My great comfort is, to write on to my dearest Jack, and about my wife.
Act for me. Wife, child. She knows I recommend her to your care.

Object of my life, to make my sisters easy.

Save ——— from ruin if we can.

Protect my memory by your kindness. Life ebbs very fast with me. My dying thoughts are all kindness and fraternal love about you.

While sensation remains, I think on my dearest brother, with whom I have spent my life. I die with the same sentiments. As the hand of death approaches, it is a consolation to think of him. Oh, cherish my wife! If you loved me, be a brother to her. You will have trouble about my affairs; you will not grudge it. Oh, take care of her! I leave you that duty. It is the last relief of my failing mind. Cherish my memory. Keep ——- from ruin, if you can, by any application of any part of my child's fortune that is reasonable. Once more, farewell! God bless you.
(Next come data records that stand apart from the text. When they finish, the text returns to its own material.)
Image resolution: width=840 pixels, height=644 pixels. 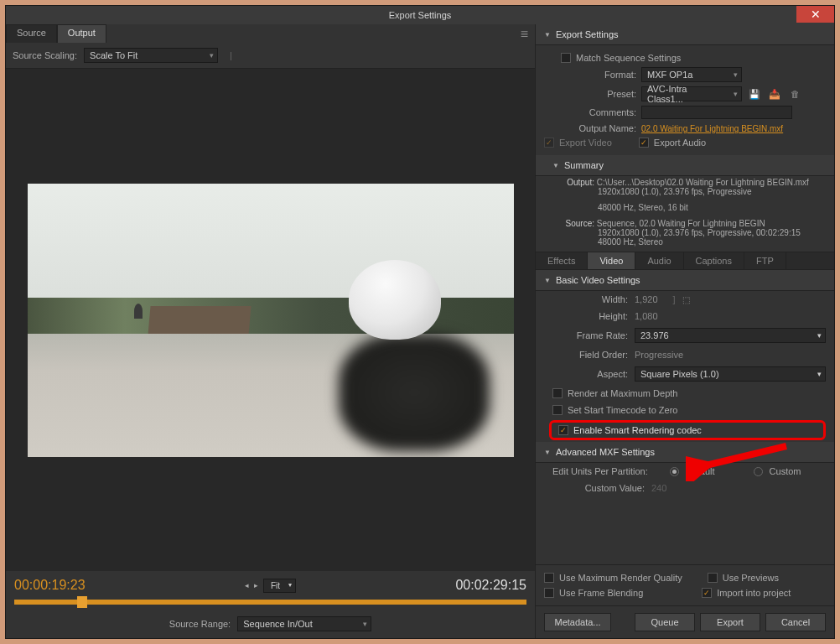 What do you see at coordinates (586, 299) in the screenshot?
I see `width-label: Width:` at bounding box center [586, 299].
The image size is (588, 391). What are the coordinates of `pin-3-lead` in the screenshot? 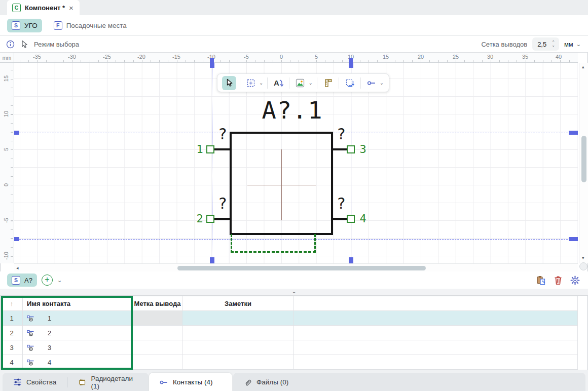 It's located at (340, 149).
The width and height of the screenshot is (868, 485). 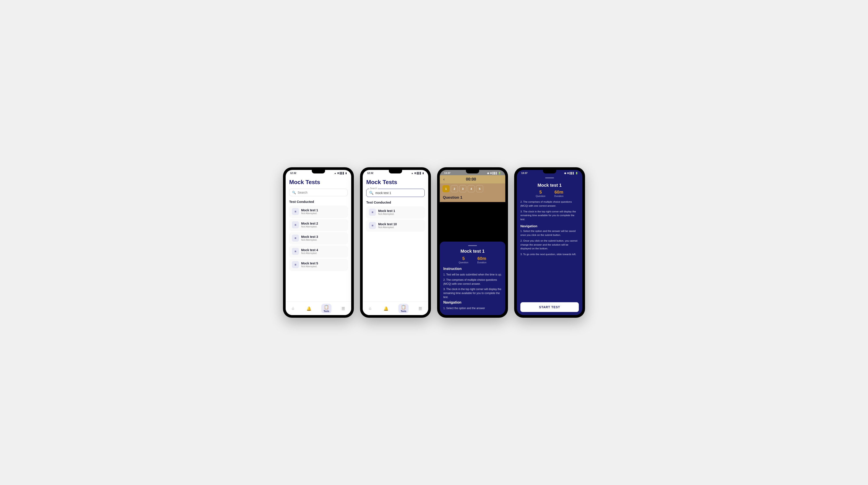 I want to click on phone-4-nav-title: Navigation, so click(x=550, y=226).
These are affecting testimonials, and show singular tenderness of heart and truth of attachment; for they were written, to be transmitted only in case of death. Those who in after times saw Lord Stowell on the bench, the solemn, and even the stern depository of justice, could scarcely imagine, in that searching glance and compressed lip, the softness of heart which those fragments indicate. Death may be a great subduer of the fierce spirit of man as it approaches; but their language is not the phrase of puling softness, or pusillanimous alarm; it is at once calm and fond, collected and fervid. The writer's natural and honourable feelings are all alive at the moment when the last pang might seem to be at hand; and though nothing is said of his Christian hopes, (probably because the care of his family demanded more urgent consideration than his personal conceptions,) language like theirs could scarcely have come but from a Christian. His disorder was a violent bilious fever, which exhausted him so much that his recovery was slow. But to those who are in the habit of consigning their friends to "inevitable death" on every infliction of disease, it may excite some useful doubt of their own infallibility, to know that this dying man, then thirty-eight, survived for half a century, dying in his ninety-first year.
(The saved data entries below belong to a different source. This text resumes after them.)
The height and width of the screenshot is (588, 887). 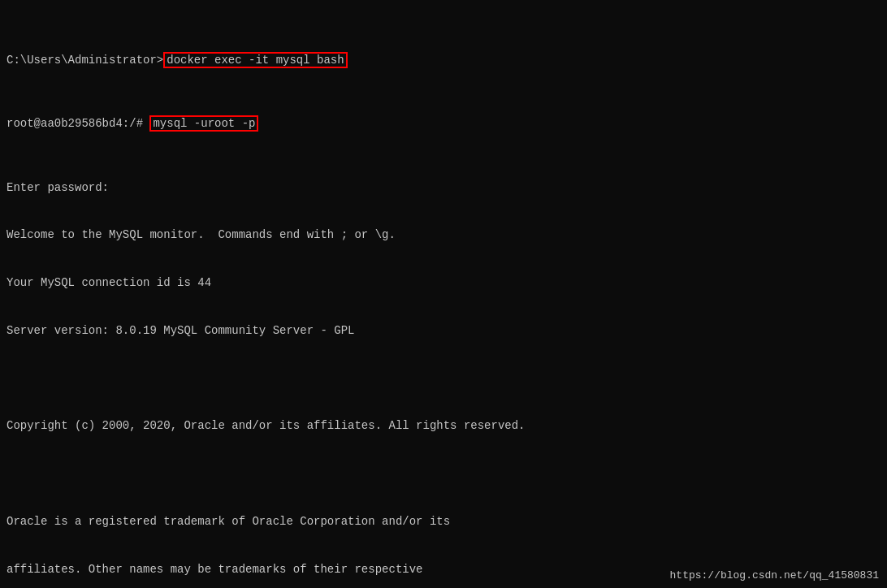 I want to click on line-server-version: Server version: 8.0.19 MySQL Community S…, so click(x=444, y=331).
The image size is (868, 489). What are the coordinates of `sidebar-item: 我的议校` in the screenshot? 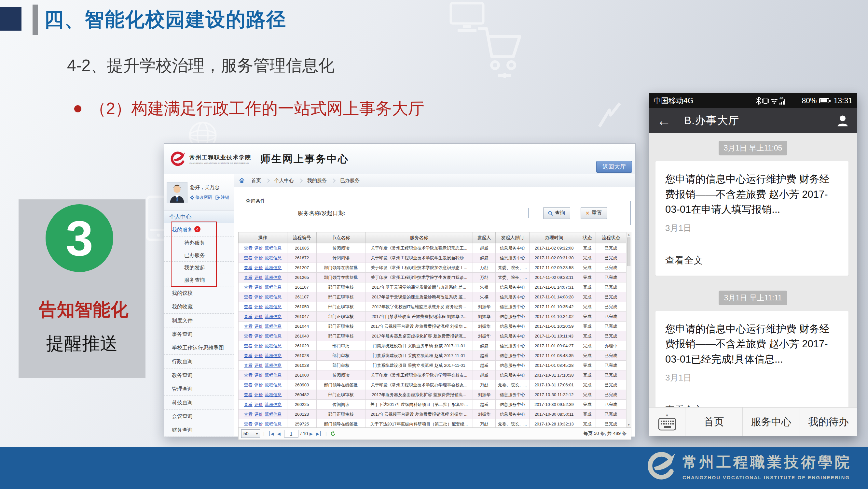 It's located at (199, 293).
But the whole biography is a warning—especially against despondency. Who could suppose that, after Lord Eldon's success up to this point; his distinction on the principal circuit; the compliments of the judges; the respect of his seniors in the profession, some of them very remarkable men; his silk gown in the days of Erskine; his seat in Parliament; and, more than all, the consciousness which men of large faculties naturally have of their suitableness, and almost their certainty, to command fortune at some tine or other; we should find the future peer and chancellor desponding? Yet what but deep complaints of his cloudy prospects could have produced this reply from his clever friend Lee, (who, within three weeks' became Attorney-General?)
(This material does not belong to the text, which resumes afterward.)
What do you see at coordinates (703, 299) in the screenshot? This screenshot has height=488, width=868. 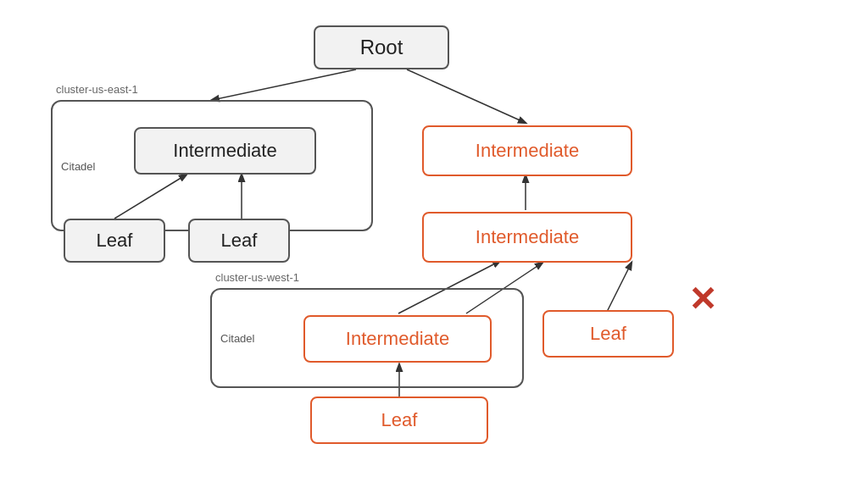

DEAR SCOTT—Your letter, which I received this minute, was a very cheering one to me. But keep up your spirits, and let it not be said that a good understanding, and an irreproachable life, and an uncommon success, and every virtuous expectation, are insufficient to support tranquility and composure of mind. If you are cast down who is to hold up? In a few days I hope to meet you in good health and good heart; and, in the mean time, remain your faithful and affectionate.

(Nov. 1783) "J. LEE."

On the opening of the session, great popular feeling was excited against the coalition. The furious invectives which Fox had been for some years heaping on Lord North's luckless head, were now flung upon his own. Traitor, liar, swindler, were "house-hold words;" and Fox, with all his ability, and that happiest of all ability for the crisis, great constitutional good-humour, found himself suddenly overwhelmed. In the House he was still powerful; but, outside its doors, he was utterly helpless. Like the witches recorded in some of the German romances, though within the walls chosen for their orgies they could summon spirits, and revel in their incantations uncontrolled, yet, on passing the threshold, they turned into hags again. But as if to make the coalition still more odious in the popular eye, there was presented the most resistless contrast to both its chiefs in the young and extraordinary leader of the Opposition, Pitt; with the ardour of youth and the wisdom of years, at once master of the most vigorous logic, and the loftiest appeal to the public feelings; honoured as the son of Chatham; and yet, even at that immature period of his life and his career, still more honoured for the promise of talents and services which were to throw even his own eminent predecessor into the shade.